The Whale (2022)

Direction: Darren Aronofsky
Country: USA 

A Darren Aronofsky (Requiem for a Dream, 2000; Black Swan, 2008) in small form articulates ideas with unimpressive results in his newest film, The Whale, a painful drama based on Samuel D. Hunter’s play of the same name. The script by Hunter himself causes some emotional friction in spots, but this film will only be remembered for the burdensome mobility of its central character. 

The film works as a new springboard for Brendan Fraser (The Mummy, 1999), whose career started to go downhill in 2010, but even his unblemished commitment to the role can't redeem this intimate behind-doors drama from excessive pathos and an inordinately staged posture that makes it less genuine than it was supposed to. 

The story makes us acquainted with Charlie (Fraser), an introverted Idaho-based English teacher suffering from morbid obesity, who attempts to reconnect with his estranged teenage daughter (Sadie Sink) when he believes he's about to die. He had left home many years before to live with a male student. Refusing to go to the hospital even when dealing with congestive heart failures, Charlie is well taken care of by his best friend Liz (Hong Chau) at home. He also has unexpected visits from his alcoholic ex-wife (Samantha Morton) and an obliging door-to-door missionary (Ty Simpkins) who wants to save his soul.

The problem with The Whale is that the more Aronofsky wants to make cinema, the more it gets histrionic. In its desire to bring out emotions, the film skips over the more complex fallout of personal abandonment, in its physically and psychologically undertows. Corporeal deterioration achieved further notable triumph in The Wrestler (2008), and I suspect that many like me will find The Whale an underwhelming movie-going experience.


The problem =>
Copy all of the records exactly.

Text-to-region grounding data
☆ ☆ ☆

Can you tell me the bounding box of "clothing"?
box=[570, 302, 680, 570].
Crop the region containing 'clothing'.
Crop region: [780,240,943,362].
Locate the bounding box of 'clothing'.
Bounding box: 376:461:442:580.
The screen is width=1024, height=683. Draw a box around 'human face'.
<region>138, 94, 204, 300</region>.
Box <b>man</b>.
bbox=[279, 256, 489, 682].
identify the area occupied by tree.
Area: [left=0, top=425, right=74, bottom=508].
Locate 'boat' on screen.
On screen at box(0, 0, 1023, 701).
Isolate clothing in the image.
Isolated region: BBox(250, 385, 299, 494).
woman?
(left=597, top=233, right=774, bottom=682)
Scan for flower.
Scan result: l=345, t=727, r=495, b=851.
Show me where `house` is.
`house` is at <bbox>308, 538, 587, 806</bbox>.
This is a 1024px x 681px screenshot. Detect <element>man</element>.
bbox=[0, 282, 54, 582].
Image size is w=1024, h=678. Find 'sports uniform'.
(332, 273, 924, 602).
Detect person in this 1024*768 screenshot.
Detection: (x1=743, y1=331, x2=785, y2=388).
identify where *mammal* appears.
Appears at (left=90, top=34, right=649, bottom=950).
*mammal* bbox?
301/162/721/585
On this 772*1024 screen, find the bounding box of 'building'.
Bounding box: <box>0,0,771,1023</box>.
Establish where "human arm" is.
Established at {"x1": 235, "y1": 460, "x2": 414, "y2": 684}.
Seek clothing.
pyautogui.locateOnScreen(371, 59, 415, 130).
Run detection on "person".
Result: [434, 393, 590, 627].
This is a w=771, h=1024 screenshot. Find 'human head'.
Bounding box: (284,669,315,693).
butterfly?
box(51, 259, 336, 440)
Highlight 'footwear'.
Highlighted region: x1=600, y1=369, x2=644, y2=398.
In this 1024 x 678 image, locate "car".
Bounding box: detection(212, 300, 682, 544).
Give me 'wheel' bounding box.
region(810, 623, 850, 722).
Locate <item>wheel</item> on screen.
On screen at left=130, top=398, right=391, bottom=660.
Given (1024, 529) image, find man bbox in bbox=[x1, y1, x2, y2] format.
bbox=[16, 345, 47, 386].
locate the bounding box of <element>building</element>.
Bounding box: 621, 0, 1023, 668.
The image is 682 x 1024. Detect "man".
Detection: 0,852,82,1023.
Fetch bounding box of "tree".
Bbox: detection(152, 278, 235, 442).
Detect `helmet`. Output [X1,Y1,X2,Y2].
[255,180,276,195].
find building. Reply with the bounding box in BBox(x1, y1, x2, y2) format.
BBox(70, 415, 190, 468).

☆ ☆ ☆

Solution =>
Can you tell me the bounding box of "clothing"?
box=[570, 302, 680, 570].
Crop the region containing 'clothing'.
Crop region: [780,240,943,362].
Locate the bounding box of 'clothing'.
Bounding box: 376:461:442:580.
The screen is width=1024, height=683. Draw a box around 'human face'.
<region>138, 94, 204, 300</region>.
Box <b>man</b>.
bbox=[279, 256, 489, 682].
identify the area occupied by tree.
Area: [left=0, top=425, right=74, bottom=508].
Locate 'boat' on screen.
On screen at box(0, 0, 1023, 701).
Isolate clothing in the image.
Isolated region: BBox(250, 385, 299, 494).
woman?
(left=597, top=233, right=774, bottom=682)
Scan for flower.
Scan result: l=345, t=727, r=495, b=851.
Show me where `house` is.
`house` is at <bbox>308, 538, 587, 806</bbox>.
This is a 1024px x 681px screenshot. Detect <element>man</element>.
bbox=[0, 282, 54, 582].
Image size is w=1024, h=678. Find 'sports uniform'.
(332, 273, 924, 602).
Detect person in this 1024*768 screenshot.
Detection: (x1=743, y1=331, x2=785, y2=388).
identify where *mammal* appears.
Appears at (left=90, top=34, right=649, bottom=950).
*mammal* bbox?
301/162/721/585
On this 772*1024 screen, find the bounding box of 'building'.
Bounding box: <box>0,0,771,1023</box>.
Establish where "human arm" is.
Established at {"x1": 235, "y1": 460, "x2": 414, "y2": 684}.
Seek clothing.
pyautogui.locateOnScreen(371, 59, 415, 130).
Run detection on "person".
Result: [434, 393, 590, 627].
This is a w=771, h=1024 screenshot. Find 'human head'.
Bounding box: (284,669,315,693).
butterfly?
box(51, 259, 336, 440)
Highlight 'footwear'.
Highlighted region: x1=600, y1=369, x2=644, y2=398.
In this 1024 x 678 image, locate "car".
Bounding box: detection(212, 300, 682, 544).
Give me 'wheel' bounding box.
region(810, 623, 850, 722).
Locate <item>wheel</item> on screen.
On screen at left=130, top=398, right=391, bottom=660.
Given (1024, 529) image, find man bbox in bbox=[x1, y1, x2, y2] format.
bbox=[16, 345, 47, 386].
locate the bounding box of <element>building</element>.
Bounding box: 621, 0, 1023, 668.
The image is 682 x 1024. Detect "man".
Detection: 0,852,82,1023.
Fetch bounding box of "tree".
Bbox: detection(152, 278, 235, 442).
Detect `helmet`. Output [X1,Y1,X2,Y2].
[255,180,276,195].
find building. Reply with the bounding box in BBox(x1, y1, x2, y2) format.
BBox(70, 415, 190, 468).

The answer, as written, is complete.